Higher education. in her telling. is a living reminder that resilience has repeatedly meant surviving war. economic crisis. and social upheaval—and evolving through them. She was reminded of that recently after gathering with 250 higher education institutional clients in Arizona. including leaders of institutions founded even before the country itself. For them, she argues, leadership is not just about navigating good times. It is about showing up when pressures intensify—anchored in the belief that the impact on the other side is worth it.
Those pressures are described plainly. Today’s leaders are navigating federal funding uncertainty, shifting student demographics, and the rapid rise of artificial intelligence. Yet they keep doing what the author describes as the institution’s core work: investing in human potential and expanding access to opportunity. The practical question, by the end of that section, is whether those investments will be remembered—and protected.
Resilience, the author adds, also lives in personal history. Her parents grew up under segregation. yet she says they told her to reach for the moon—because even if she missed. she would “land among the stars.” She calls that not a contradiction. but “the very definition of resilience.” Her mother. she writes. anchored the family in faith and taught that whatever you do. you do with excellence. She connects those lessons to moments that tested her directly: when her brother passed away suddenly. when she navigated a company through a pandemic. and when grief and the weight of leadership collided.
The point of those details is not to turn hardship into a lesson meant to flatter the powerful. It is to define resilience more precisely than “bouncing back.” In her description. resilience is moving forward carrying the weight of experience and the wisdom of hard-won lessons. It is what educators do when they invest in students whose full potential they may never see bloom. It is what parents do when they pass down values that outlast them. And it is what leaders must do, in every era, across every organization, in every generation.

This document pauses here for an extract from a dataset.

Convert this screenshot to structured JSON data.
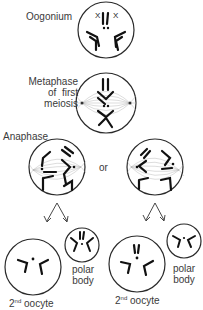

250 years, she says, keeps pulling her back to one idea: the future is always in front of us. Getting there requires resilience. And getting there is not presented as a task for a few. It is described as shared responsibility, rooted in the demands of self-governance. Progress is never handed down; it is built together, one generation at a time.
As America marks its 250th, her hope is that the milestone is honored honestly. Not by papering over what has been painful. but by holding the full complexity of the country’s story “with both honesty and love.” The work ahead. she concludes. is to build resilience—not just to survive. but to thrive—in institutions. communities. families. and in people themselves.
United States 250th anniversary resilience higher education TIAA educators federal funding uncertainty student demographics artificial intelligence segregation civil rights democracy
250 years?? so like July 4th again but with more talking.
I mean the whole “resilience” thing sounds nice but it feels like they’re dodging the real problems we have right now. Like okay, past hardships, but what are they doing today besides speeches?
Wait did this say the founders imagined America “had never existed before” so we just… invented it out of nowhere? Not sure if I’m reading that right. Also abolition of slavery was definitely a thing but I don’t think “history honestly” is happening now at all.
Resilience is the lesson, sure, but it also sounds like “keep your head down” to me. The article mentions access and institutions but then kinda stops before it says who’s benefiting. And the whole Constitution ratification, suffrage, civil rights—like yeah that’s progress, but also it’s not linear and we’re proving that wrong every election. Idk, I just feel like these anniversary pieces always gloss over costs and pretend it was all worth it.